Chatbox Shamus
Bastion is ill
"You are such a dumbass." Ruby meant it with love, or so I've been assured. "You wouldn't be stuck in bed with a damn fever if you'd just ask me to drive you places," she said over the running water. "You know waiting for a bus in this weather's a bad idea, and they never clean those grabby-handles either."
I didn't want to admit that Ruby had a point. Any given bus trip up the highway was a dance with death, between the erratic drivers and the odd germ or two. I tried to raise my voice in protest, but only managed to let out another coughing fit, once again having failed to block it with my arm.
Ruby was busying herself wringing out a wet washcloth at the sink. "Hey, cool it in there," I could hear her say from the bathroom. "You move around too much and you'll just aggravate it."
I allowed myself to flop back into the bed, simultaneously too warm and too cold. None of my body parts and organs seemed to agree on what the weather should have been like in my own office, and as much as I searched for something to say back, that part of my brain wasn't feeling up to it either. In only a few purposeful footsteps, Ruby was back to my bedside, the long sleeves of her usual button-shirt rolled up even further than normal. She slapped the cold, damp washcloth on my forehead as hard as she could. Her bedside manner was as rough as her language, but I didn't even feel like groaning in pain; mostly, I didn't feel like using my vocal chords for anything, but besides that, I hadn't been attended to like this since a bit before my little sister was born, and I really wanted to enjoy it. In the condition I was in, being able to enjoy anything at all was a good sign, even if it did feel like getting slapped with a dead fish.
A cold finger pressed itself into my neck, about where my pulse was. "Your heart's still going pretty fast. Washcloth ought to be good for the fever, but if you can manage it, try to get some sleep. Or at least pretend to sleep, I feel like that helps even if you don't nod off."
"Yeah," my voice rumbled like an action star's. I secretly wished that I could sound like that all the time, and not just when I was deathly ill.
"Anyway…" Ruby sat down on my bed, next to me, and held my hand in hers over the covers. Her face wasn't directly facing mine, but it wasn't a great angle to sit at. "I need you to get better, OK?"
"Yeah," I repeated. I liked the way it vibrated through my chest.
"I'm serious. I know you like living alone and all that, but I worry about you." Her voice had reached that lower register, the one she used when she was trying to be deep and important-sounding. I hadn't heard it in a while. It felt nice, resounding through me the way it did. "I want you back at your best, doing what you love to do. I want you back at work."
"You're just saying that."
"I guess I am." She looked down at her lap; I detected a slight frown as she shut her eyes. "Shit's lonely when I'm stuck in that office. I guess I just like it better when there's somebody there that shares my point of view."
"Must be a hundred people working in that office," I grumbled.
"And you're the only one that cares how the Crime desk feels."
"That can't be true," I coughed.
"Y'know what, god damn it, I told you to rest, and here I am keeping you awake with my troubles." She must have felt like slapping herself, but I knew what she was trying to do. She was trying to change the subject before she opened up too much.
"No, don't you beat yourself up about it. I'm the one that got sick." The sentence came out unimpeded, for once.
Ruby got off the bed and turned around to look me in the eye, never letting go of my hand. "Bass. Much as I want to stick around for you here, you need your rest, and I gotta haul ass." She was using it as an excuse not to continue the conversation. I knew she had trouble with the commitment, and honestly, so did I. Maybe someday one of us would figure out a way around it.
"You take care of yourself." I squeezed her hand a little tighter. "And make sure you wash your hands."
She squeezed right back. "Hey, that's my line, you ass. I'll be back with lunch in a few hours. You just sleep."
I watched her venture out the door. It felt so strange for her to be this caring and worrying over me, like she always wanted to be a mother or something. Maybe she thought it was weird, herself. But it was friendship. Something neither of us had a lot of.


**PROBLEM TO WORK ON:**
Return the whole listing exactly, omitting the pictures.
________________________
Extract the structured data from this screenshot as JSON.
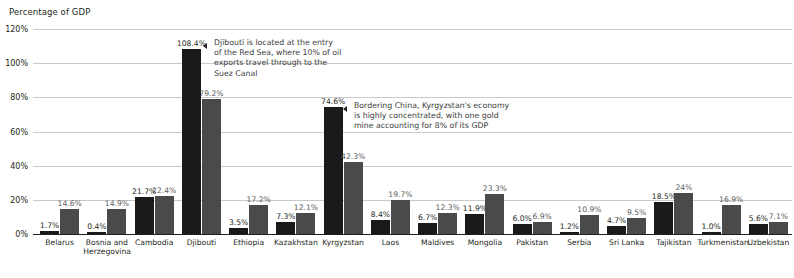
{
  "chart_data": {
    "type": "bar",
    "title": "",
    "ylabel": "Percentage of GDP",
    "xlabel": "",
    "ylim": [
      0,
      120
    ],
    "ytick_labels": [
      "0%",
      "20%",
      "40%",
      "60%",
      "80%",
      "100%",
      "120%"
    ],
    "ytick_values": [
      0,
      20,
      40,
      60,
      80,
      100,
      120
    ],
    "grid": true,
    "legend": "none",
    "categories": [
      "Belarus",
      "Bosnia and\nHerzegovina",
      "Cambodia",
      "Djibouti",
      "Ethiopia",
      "Kazakhstan",
      "Kyrgyzstan",
      "Laos",
      "Maldives",
      "Mongolia",
      "Pakistan",
      "Serbia",
      "Sri Lanka",
      "Tajikistan",
      "Turkmenistan",
      "Uzbekistan"
    ],
    "series": [
      {
        "name": "series-1",
        "color": "#1a1a1a",
        "values": [
          1.7,
          0.4,
          21.7,
          108.4,
          3.5,
          7.3,
          74.6,
          8.4,
          6.7,
          11.9,
          6.0,
          1.2,
          4.7,
          18.5,
          1.0,
          5.6
        ],
        "labels": [
          "1.7%",
          "0.4%",
          "21.7%",
          "108.4%",
          "3.5%",
          "7.3%",
          "74.6%",
          "8.4%",
          "6.7%",
          "11.9%",
          "6.0%",
          "1.2%",
          "4.7%",
          "18.5%",
          "1.0%",
          "5.6%"
        ]
      },
      {
        "name": "series-2",
        "color": "#4a4a4a",
        "values": [
          14.6,
          14.9,
          22.4,
          79.2,
          17.2,
          12.1,
          42.3,
          19.7,
          12.3,
          23.3,
          6.9,
          10.9,
          9.5,
          24.0,
          16.9,
          7.1
        ],
        "labels": [
          "14.6%",
          "14.9%",
          "22.4%",
          "79.2%",
          "17.2%",
          "12.1%",
          "42.3%",
          "19.7%",
          "12.3%",
          "23.3%",
          "6.9%",
          "10.9%",
          "9.5%",
          "24%",
          "16.9%",
          "7.1%"
        ]
      }
    ],
    "annotations": [
      {
        "id": "djibouti-note",
        "text": "Djibouti is located at the entry\nof the Red Sea, where 10% of oil\nexports travel through to the\nSuez Canal",
        "target": "Djibouti"
      },
      {
        "id": "kyrgyzstan-note",
        "text": "Bordering China, Kyrgyzstan's economy\nis highly concentrated, with one gold\nmine accounting for 8% of its GDP",
        "target": "Kyrgyzstan"
      }
    ]
  },
  "flags": [
    {
      "country": "Belarus",
      "icon": "flag-icon-belarus"
    },
    {
      "country": "Bosnia and Herzegovina",
      "icon": "flag-icon-bosnia-and-herzegovina"
    },
    {
      "country": "Cambodia",
      "icon": "flag-icon-cambodia"
    },
    {
      "country": "Djibouti",
      "icon": "flag-icon-djibouti"
    },
    {
      "country": "Ethiopia",
      "icon": "flag-icon-ethiopia"
    },
    {
      "country": "Kazakhstan",
      "icon": "flag-icon-kazakhstan"
    },
    {
      "country": "Kyrgyzstan",
      "icon": "flag-icon-kyrgyzstan"
    },
    {
      "country": "Laos",
      "icon": "flag-icon-laos"
    },
    {
      "country": "Maldives",
      "icon": "flag-icon-maldives"
    },
    {
      "country": "Mongolia",
      "icon": "flag-icon-mongolia"
    },
    {
      "country": "Pakistan",
      "icon": "flag-icon-pakistan"
    },
    {
      "country": "Serbia",
      "icon": "flag-icon-serbia"
    },
    {
      "country": "Sri Lanka",
      "icon": "flag-icon-sri-lanka"
    },
    {
      "country": "Tajikistan",
      "icon": "flag-icon-tajikistan"
    },
    {
      "country": "Turkmenistan",
      "icon": "flag-icon-turkmenistan"
    },
    {
      "country": "Uzbekistan",
      "icon": "flag-icon-uzbekistan"
    }
  ],
  "colors": {
    "series1": "#1a1a1a",
    "series2": "#4a4a4a",
    "gridline": "#c9c9c9",
    "baseline": "#231f20",
    "text": "#231f20",
    "background": "#ffffff"
  }
}
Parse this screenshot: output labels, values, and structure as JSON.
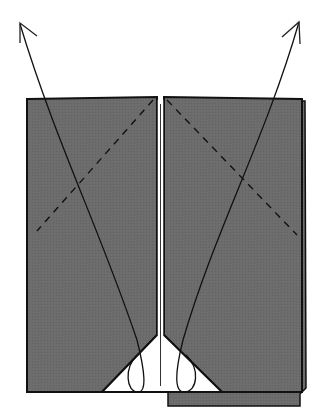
{
  "diagram": {
    "type": "origami-fold-step",
    "colors": {
      "paper_color": "#6b6b6b",
      "paper_back": "#ffffff",
      "outline": "#111111",
      "background": "#ffffff"
    },
    "panels": [
      {
        "name": "left-flap",
        "x": 27,
        "y": 98,
        "width": 130,
        "height": 315
      },
      {
        "name": "right-flap",
        "x": 164,
        "y": 97,
        "width": 136,
        "height": 316
      }
    ],
    "arrows": [
      {
        "name": "left-unfold-arrow",
        "direction": "up-left",
        "tip": [
          20,
          23
        ]
      },
      {
        "name": "right-unfold-arrow",
        "direction": "up-right",
        "tip": [
          299,
          21
        ]
      }
    ],
    "fold_lines": [
      {
        "name": "left-valley-fold",
        "style": "dashed"
      },
      {
        "name": "right-valley-fold",
        "style": "dashed"
      }
    ]
  }
}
________________________
**SOLUTION BELOW:**
Extract the structured data from this screenshot as JSON.
{
  "chart_data": {
    "type": "bar",
    "title": "",
    "ylabel": "Percentage of GDP",
    "xlabel": "",
    "ylim": [
      0,
      120
    ],
    "ytick_labels": [
      "0%",
      "20%",
      "40%",
      "60%",
      "80%",
      "100%",
      "120%"
    ],
    "ytick_values": [
      0,
      20,
      40,
      60,
      80,
      100,
      120
    ],
    "grid": true,
    "legend": "none",
    "categories": [
      "Belarus",
      "Bosnia and\nHerzegovina",
      "Cambodia",
      "Djibouti",
      "Ethiopia",
      "Kazakhstan",
      "Kyrgyzstan",
      "Laos",
      "Maldives",
      "Mongolia",
      "Pakistan",
      "Serbia",
      "Sri Lanka",
      "Tajikistan",
      "Turkmenistan",
      "Uzbekistan"
    ],
    "series": [
      {
        "name": "series-1",
        "color": "#1a1a1a",
        "values": [
          1.7,
          0.4,
          21.7,
          108.4,
          3.5,
          7.3,
          74.6,
          8.4,
          6.7,
          11.9,
          6.0,
          1.2,
          4.7,
          18.5,
          1.0,
          5.6
        ],
        "labels": [
          "1.7%",
          "0.4%",
          "21.7%",
          "108.4%",
          "3.5%",
          "7.3%",
          "74.6%",
          "8.4%",
          "6.7%",
          "11.9%",
          "6.0%",
          "1.2%",
          "4.7%",
          "18.5%",
          "1.0%",
          "5.6%"
        ]
      },
      {
        "name": "series-2",
        "color": "#4a4a4a",
        "values": [
          14.6,
          14.9,
          22.4,
          79.2,
          17.2,
          12.1,
          42.3,
          19.7,
          12.3,
          23.3,
          6.9,
          10.9,
          9.5,
          24.0,
          16.9,
          7.1
        ],
        "labels": [
          "14.6%",
          "14.9%",
          "22.4%",
          "79.2%",
          "17.2%",
          "12.1%",
          "42.3%",
          "19.7%",
          "12.3%",
          "23.3%",
          "6.9%",
          "10.9%",
          "9.5%",
          "24%",
          "16.9%",
          "7.1%"
        ]
      }
    ],
    "annotations": [
      {
        "id": "djibouti-note",
        "text": "Djibouti is located at the entry\nof the Red Sea, where 10% of oil\nexports travel through to the\nSuez Canal",
        "target": "Djibouti"
      },
      {
        "id": "kyrgyzstan-note",
        "text": "Bordering China, Kyrgyzstan's economy\nis highly concentrated, with one gold\nmine accounting for 8% of its GDP",
        "target": "Kyrgyzstan"
      }
    ]
  },
  "flags": [
    {
      "country": "Belarus",
      "icon": "flag-icon-belarus"
    },
    {
      "country": "Bosnia and Herzegovina",
      "icon": "flag-icon-bosnia-and-herzegovina"
    },
    {
      "country": "Cambodia",
      "icon": "flag-icon-cambodia"
    },
    {
      "country": "Djibouti",
      "icon": "flag-icon-djibouti"
    },
    {
      "country": "Ethiopia",
      "icon": "flag-icon-ethiopia"
    },
    {
      "country": "Kazakhstan",
      "icon": "flag-icon-kazakhstan"
    },
    {
      "country": "Kyrgyzstan",
      "icon": "flag-icon-kyrgyzstan"
    },
    {
      "country": "Laos",
      "icon": "flag-icon-laos"
    },
    {
      "country": "Maldives",
      "icon": "flag-icon-maldives"
    },
    {
      "country": "Mongolia",
      "icon": "flag-icon-mongolia"
    },
    {
      "country": "Pakistan",
      "icon": "flag-icon-pakistan"
    },
    {
      "country": "Serbia",
      "icon": "flag-icon-serbia"
    },
    {
      "country": "Sri Lanka",
      "icon": "flag-icon-sri-lanka"
    },
    {
      "country": "Tajikistan",
      "icon": "flag-icon-tajikistan"
    },
    {
      "country": "Turkmenistan",
      "icon": "flag-icon-turkmenistan"
    },
    {
      "country": "Uzbekistan",
      "icon": "flag-icon-uzbekistan"
    }
  ],
  "colors": {
    "series1": "#1a1a1a",
    "series2": "#4a4a4a",
    "gridline": "#c9c9c9",
    "baseline": "#231f20",
    "text": "#231f20",
    "background": "#ffffff"
  }
}
Parse this screenshot: output labels, values, and structure as JSON.
{
  "diagram": {
    "type": "origami-fold-step",
    "colors": {
      "paper_color": "#6b6b6b",
      "paper_back": "#ffffff",
      "outline": "#111111",
      "background": "#ffffff"
    },
    "panels": [
      {
        "name": "left-flap",
        "x": 27,
        "y": 98,
        "width": 130,
        "height": 315
      },
      {
        "name": "right-flap",
        "x": 164,
        "y": 97,
        "width": 136,
        "height": 316
      }
    ],
    "arrows": [
      {
        "name": "left-unfold-arrow",
        "direction": "up-left",
        "tip": [
          20,
          23
        ]
      },
      {
        "name": "right-unfold-arrow",
        "direction": "up-right",
        "tip": [
          299,
          21
        ]
      }
    ],
    "fold_lines": [
      {
        "name": "left-valley-fold",
        "style": "dashed"
      },
      {
        "name": "right-valley-fold",
        "style": "dashed"
      }
    ]
  }
}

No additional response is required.